If creating a custom dataset manually, the expected directory structure is:

  • /coordinates.pt: Torch file that should contain the following keys:
    • 'origin_drb': Origin of scene in real-world units
    • 'pose_scale_factor': Scale factor mapping from real-world unit (ie: meters) to [-1, 1] range
  • '/{val|train}/rgbs/': JPEG or PNG images
  • '/{val|train}/metadata/': Image-specific image metadata saved as a torch file. Each image should have a corresponding metadata file with the following file format: {rgb_stem}.pt. Each metadata file should contain the following keys:
    • 'W': Image width
    • 'H': Image height
    • 'intrinsics': Image intrinsics in the following form: [fx, fy, cx, cy]
    • 'c2w': Camera pose. 3x3 camera matrix with the convention used in the original NeRF repo, ie: x: down, y: right, z: backwards, followed by the following transformation: torch.cat([camera_in_drb[:, 1:2], -camera_in_drb[:, :1], camera_in_drb[:, 2:4]], -1)

Training

  1. Generate the training partitions for each submodule: python scripts/create_cluster_masks.py --config configs/mega-nerf/${DATASET_NAME}.yml --dataset_path $DATASET_PATH --output $MASK_PATH --grid_dim $GRID_X $GRID_Y
    • Note: this can be run across multiple GPUs by instead running python -m torch.distributed.run --standalone --nnodes=1 --nproc_per_node $NUM_GPUS --max_restarts 0 scripts/create_cluster_masks.py <args>
  2. Train each submodule: python mega_nerf/train.py --config_file configs/mega-nerf/${DATASET_NAME}.yml --exp_name $EXP_PATH --dataset_path $DATASET_PATH --chunk_paths $SCRATCH_PATH --cluster_mask_path ${MASK_PATH}/${SUBMODULE_INDEX}
    • Note: training with against full scale data will write hundreds of GBs / several TBs of shuffled data to disk. You can downsample the training data using train_scale_factor option.
    • Note: we provide a utility script based on parscript to start multiple training jobs in parallel. It can run through the following command: CONFIG_FILE=configs/mega-nerf/${DATASET_NAME}.yaml EXP_PREFIX=$EXP_PATH DATASET_PATH=$DATASET_PATH CHUNK_PREFIX=$SCRATCH_PATH MASK_PATH=$MASK_PATH python -m parscript.dispatcher parscripts/run_8.txt -g $NUM_GPUS
  3. Merge the trained submodules into a unified Mega-NeRF model: python scripts/merge_submodules.py --config_file configs/mega-nerf/${DATASET_NAME}.yaml --ckpt_prefix ${EXP_PREFIX}- --centroid_path ${MASK_PATH}/params.pt --output $MERGED_OUTPUT

Evaluation

Single-GPU evaluation: python mega_nerf/eval.py --config_file configs/nerf/${DATASET_NAME}.yaml --exp_name $EXP_NAME --dataset_path $DATASET_PATH --container_path $MERGED_OUTPUT

Multi-GPU evaluation: python -m torch.distributed.run --standalone --nnodes=1 --nproc_per_node $NUM_GPUS mega_nerf/eval.py --config_file configs/nerf/${DATASET_NAME}.yaml --exp_name $EXP_NAME --dataset_path $DATASET_PATH --container_path $MERGED_OUTPUT

Octree Extraction (for use by Mega-NeRF-Dynamic viewer)

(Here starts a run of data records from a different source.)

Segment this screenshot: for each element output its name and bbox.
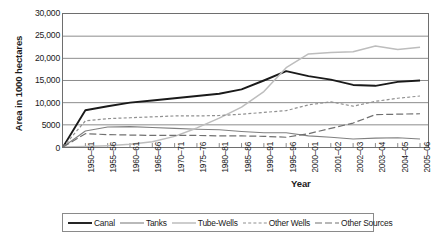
y-tick-label: 25,000	[18, 31, 60, 40]
y-tick-label: 30,000	[18, 9, 60, 18]
x-tick-label: 2004–05	[402, 142, 410, 204]
legend-item-other-wells[interactable]: Other Wells	[242, 214, 312, 231]
x-axis-tick-labels: 1950–511955–561960–611965–661970–711975–…	[0, 148, 435, 208]
x-tick-label: 1995–96	[290, 142, 298, 204]
chart-legend: CanalTanksTube-WellsOther WellsOther Sou…	[62, 213, 374, 232]
plot-svg	[63, 14, 428, 147]
legend-item-tanks[interactable]: Tanks	[119, 214, 169, 231]
x-tick-label: 1990–91	[267, 142, 275, 204]
legend-swatch-tanks-icon	[119, 219, 145, 227]
y-axis-tick-labels: 0500010,00015,00020,00025,00030,000	[16, 0, 60, 249]
legend-label: Tanks	[145, 218, 169, 228]
x-tick-label: 2000–01	[312, 142, 320, 204]
legend-item-tube-wells[interactable]: Tube-Wells	[171, 214, 240, 231]
x-tick-label: 1985–86	[245, 142, 253, 204]
x-tick-label: 1955–56	[110, 142, 118, 204]
x-tick-label: 2005–06	[424, 142, 432, 204]
line-chart: Area in 1000 hectares 0500010,00015,0002…	[0, 0, 435, 249]
x-tick-label: 2003–04	[379, 142, 387, 204]
x-tick-label: 2002–03	[357, 142, 365, 204]
legend-item-other-sources[interactable]: Other Sources	[314, 214, 394, 231]
legend-swatch-canal-icon	[67, 219, 93, 227]
legend-swatch-tube-wells-icon	[171, 219, 197, 227]
legend-label: Tube-Wells	[197, 218, 240, 228]
x-tick-label: 1960–61	[133, 142, 141, 204]
x-tick-label: 1975–76	[200, 142, 208, 204]
x-tick-label: 1970–71	[178, 142, 186, 204]
x-tick-label: 2001–02	[335, 142, 343, 204]
y-tick-label: 5000	[18, 121, 60, 130]
legend-item-canal[interactable]: Canal	[67, 214, 117, 231]
x-tick-label: 1980–81	[222, 142, 230, 204]
plot-area	[62, 13, 429, 148]
x-axis-title: Year	[291, 178, 311, 189]
y-tick-label: 15,000	[18, 76, 60, 85]
legend-swatch-other-wells-icon	[242, 219, 268, 227]
x-tick-label: 1965–66	[155, 142, 163, 204]
legend-swatch-other-sources-icon	[314, 219, 340, 227]
y-tick-label: 20,000	[18, 54, 60, 63]
legend-label: Canal	[93, 218, 117, 228]
legend-label: Other Wells	[268, 218, 312, 228]
legend-label: Other Sources	[340, 218, 394, 228]
y-tick-label: 10,000	[18, 99, 60, 108]
series-line-other-wells	[63, 96, 420, 147]
x-tick-label: 1950–51	[88, 142, 96, 204]
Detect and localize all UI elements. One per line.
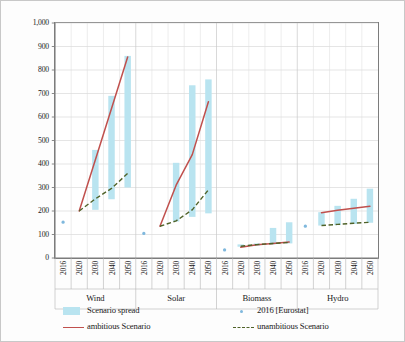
chart-figure: Installed capacities [GW] 01002003004005…: [0, 0, 405, 342]
y-tick-label: 600: [15, 112, 49, 121]
x-tick-label-year: 2016: [140, 261, 149, 275]
scenario-spread-bar: [124, 56, 130, 188]
y-tick-label: 900: [15, 42, 49, 51]
eurostat-2016-marker: [142, 232, 145, 235]
x-tick-label-year: 2020: [237, 261, 246, 275]
eurostat-2016-marker: [223, 248, 226, 251]
x-tick-label-year: 2020: [75, 261, 84, 275]
x-tick-label-year: 2040: [188, 261, 197, 275]
y-tick-label: 0: [15, 253, 49, 262]
y-tick-label: 400: [15, 159, 49, 168]
group-label-biomass: Biomass: [217, 293, 298, 303]
legend-line-ambitious: [63, 327, 84, 328]
x-tick-label-year: 2030: [172, 261, 181, 275]
legend-line-unambitious: [233, 327, 254, 328]
scenario-spread-bar: [189, 85, 195, 217]
eurostat-2016-marker: [304, 224, 307, 227]
x-tick-label-year: 2016: [59, 261, 68, 275]
x-tick-label-year: 2050: [204, 261, 213, 275]
y-tick-label: 500: [15, 136, 49, 145]
y-tick-label: 100: [15, 230, 49, 239]
y-tick-label: 800: [15, 65, 49, 74]
x-tick-label-year: 2030: [91, 261, 100, 275]
scenario-spread-bar: [270, 228, 276, 244]
x-tick-label-year: 2030: [334, 261, 343, 275]
eurostat-2016-marker: [61, 220, 64, 223]
group-label-solar: Solar: [136, 293, 217, 303]
x-tick-label-year: 2020: [317, 261, 326, 275]
y-tick-label: 700: [15, 89, 49, 98]
y-tick-label: 1,000: [15, 18, 49, 27]
legend-label-eurostat: 2016 [Eurostat]: [257, 305, 308, 315]
x-tick-label-year: 2040: [269, 261, 278, 275]
x-tick-label-year: 2016: [301, 261, 310, 275]
x-tick-label-year: 2050: [366, 261, 375, 275]
group-label-hydro: Hydro: [297, 293, 378, 303]
x-tick-label-year: 2030: [253, 261, 262, 275]
y-tick-label: 200: [15, 206, 49, 215]
x-tick-label-year: 2050: [124, 261, 133, 275]
scenario-spread-bar: [286, 222, 292, 243]
legend-label-unambitious: unambitious Scenario: [257, 321, 329, 331]
x-tick-label-year: 2016: [221, 261, 230, 275]
scenario-spread-bar: [334, 206, 340, 225]
x-tick-label-year: 2040: [108, 261, 117, 275]
scenario-spread-bar: [351, 199, 357, 224]
scenario-spread-bar: [318, 212, 324, 225]
legend-swatch-scenario-spread: [63, 307, 80, 315]
group-label-wind: Wind: [55, 293, 136, 303]
x-tick-label-year: 2020: [156, 261, 165, 275]
x-tick-label-year: 2040: [350, 261, 359, 275]
chart-canvas: [1, 1, 405, 342]
legend-label-spread: Scenario spread: [87, 305, 139, 315]
x-tick-label-year: 2050: [285, 261, 294, 275]
y-tick-label: 300: [15, 183, 49, 192]
legend-label-ambitious: ambitious Scenario: [87, 321, 150, 331]
scenario-spread-bar: [108, 96, 114, 199]
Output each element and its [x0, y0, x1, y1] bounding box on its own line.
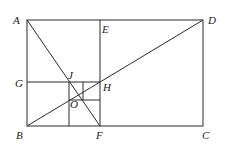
geometry-diagram: A D E G J H O B F C: [0, 0, 227, 159]
label-e: E: [101, 23, 109, 35]
diagonal-af: [27, 20, 100, 126]
label-d: D: [207, 14, 216, 26]
label-b: B: [16, 129, 23, 141]
label-j: J: [68, 69, 74, 81]
label-a: A: [12, 14, 20, 26]
label-h: H: [102, 81, 112, 93]
label-c: C: [202, 129, 210, 141]
label-o: O: [70, 98, 78, 110]
label-g: G: [15, 77, 23, 89]
label-f: F: [95, 129, 103, 141]
diagonal-bd: [27, 20, 203, 126]
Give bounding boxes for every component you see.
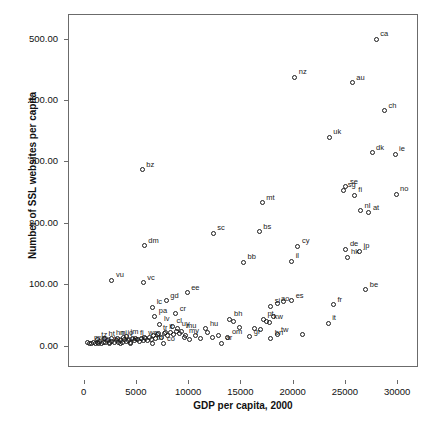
data-point-nz <box>292 75 297 80</box>
data-point-co <box>161 341 166 346</box>
point-label-my: my <box>189 327 199 335</box>
data-point-bo <box>107 341 112 346</box>
scatter-plot-figure: canzauchukdkiebzsesgnofimtnlatbsscdmcyde… <box>0 0 427 423</box>
point-label-bb: bb <box>248 253 256 261</box>
data-point-de <box>343 247 348 252</box>
data-point-ch <box>382 108 387 113</box>
x-tick-label: 30000 <box>374 387 420 397</box>
data-point <box>300 332 305 337</box>
x-tick-label: 10000 <box>165 387 211 397</box>
y-tick-mark <box>64 346 68 347</box>
data-point-au <box>350 80 355 85</box>
data-point-gr <box>247 334 252 339</box>
data-point <box>216 333 221 338</box>
data-point-pa <box>152 314 157 319</box>
point-label-ar: ar <box>226 334 233 342</box>
x-tick-label: 20000 <box>270 387 316 397</box>
point-label-co: co <box>167 335 175 343</box>
point-label-il: il <box>296 252 299 260</box>
data-point-be <box>363 287 368 292</box>
point-label-tr: tr <box>163 324 168 332</box>
x-tick-mark <box>136 380 137 384</box>
data-point <box>210 335 215 340</box>
data-point-dm <box>142 243 147 248</box>
data-point-fi <box>352 193 357 198</box>
point-label-uk: uk <box>333 128 341 136</box>
data-point-fr <box>331 302 336 307</box>
point-label-ee: ee <box>191 284 199 292</box>
data-point-cy <box>295 244 300 249</box>
data-point <box>205 330 210 335</box>
x-tick-label: 0 <box>61 387 107 397</box>
point-label-cr: cr <box>180 305 186 313</box>
data-point-nl <box>358 208 363 213</box>
data-point-ie <box>393 152 398 157</box>
point-label-it: it <box>332 314 336 322</box>
data-point-at <box>366 210 371 215</box>
data-point-mn <box>118 341 123 346</box>
y-tick-mark <box>64 161 68 162</box>
x-tick-label: 5000 <box>113 387 159 397</box>
point-label-at: at <box>373 204 379 212</box>
data-point-ar <box>219 341 224 346</box>
data-point-bb <box>241 260 246 265</box>
point-label-bn: bn <box>275 329 283 337</box>
x-tick-mark <box>345 380 346 384</box>
point-label-fr: fr <box>337 296 342 304</box>
point-label-si: si <box>275 297 280 305</box>
point-label-hk: hk <box>351 248 359 256</box>
point-label-nl: nl <box>365 202 371 210</box>
data-point-dk <box>370 150 375 155</box>
y-axis-label: Number of SSL websites per capita <box>27 66 38 286</box>
data-point-mt <box>260 200 265 205</box>
x-tick-mark <box>188 380 189 384</box>
data-point-ec <box>128 341 133 346</box>
data-point <box>198 336 203 341</box>
y-tick-mark <box>64 39 68 40</box>
data-points-layer: canzauchukdkiebzsesgnofimtnlatbsscdmcyde… <box>0 0 427 423</box>
data-point-no <box>394 192 399 197</box>
data-point-vc <box>141 280 146 285</box>
data-point-bs <box>257 229 262 234</box>
point-label-hu: hu <box>210 320 218 328</box>
data-point-sc <box>211 231 216 236</box>
y-axis-label-wrap: Number of SSL websites per capita <box>0 0 20 400</box>
point-label-ie: ie <box>399 145 405 153</box>
point-label-lc: lc <box>157 298 162 306</box>
point-label-be: be <box>370 281 378 289</box>
x-tick-mark <box>84 380 85 384</box>
data-point-lc <box>150 305 155 310</box>
data-point-uk <box>327 135 332 140</box>
point-label-mt: mt <box>266 194 274 202</box>
point-label-nz: nz <box>299 68 307 76</box>
data-point-ee <box>185 290 190 295</box>
point-label-ch: ch <box>389 102 397 110</box>
data-point-sg <box>341 188 346 193</box>
data-point-ca <box>374 37 379 42</box>
data-point-pt <box>261 317 266 322</box>
point-label-om: om <box>232 328 242 336</box>
point-label-fi: fi <box>358 186 362 194</box>
data-point-th <box>150 341 155 346</box>
point-label-kw: kw <box>274 313 283 321</box>
x-tick-mark <box>240 380 241 384</box>
point-label-gr: gr <box>254 328 261 336</box>
point-label-sc: sc <box>217 224 225 232</box>
point-label-es: es <box>296 292 304 300</box>
point-label-sg: sg <box>348 181 356 189</box>
point-label-ao: ao <box>281 295 289 303</box>
x-axis-label: GDP per capita, 2000 <box>68 400 418 411</box>
point-label-dk: dk <box>376 144 384 152</box>
point-label-lt: lt <box>169 323 173 331</box>
data-point <box>187 337 192 342</box>
y-tick-mark <box>64 100 68 101</box>
point-label-vc: vc <box>147 274 155 282</box>
data-point-si <box>268 304 273 309</box>
data-point-bz <box>140 167 145 172</box>
data-point-vu <box>109 278 114 283</box>
point-label-jp: jp <box>364 242 370 250</box>
point-label-no: no <box>400 185 408 193</box>
x-tick-mark <box>293 380 294 384</box>
point-label-dm: dm <box>148 237 158 245</box>
point-label-bh: bh <box>234 310 242 318</box>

python scripts/create_octree.py --config configs/mega-nerf/${DATASET_NAME}.yaml --dataset_path $DATASET_PATH --container_path $MERGED_OUTPUT --output $OCTREE_PATH

Acknowledgements

Large parts of this codebase are based on existing work in the nerf_pl, NeRF++, and Plenoctree repositories. We use svox to serialize our sparse voxel octrees and the generated structures should be largely compatible with that codebase.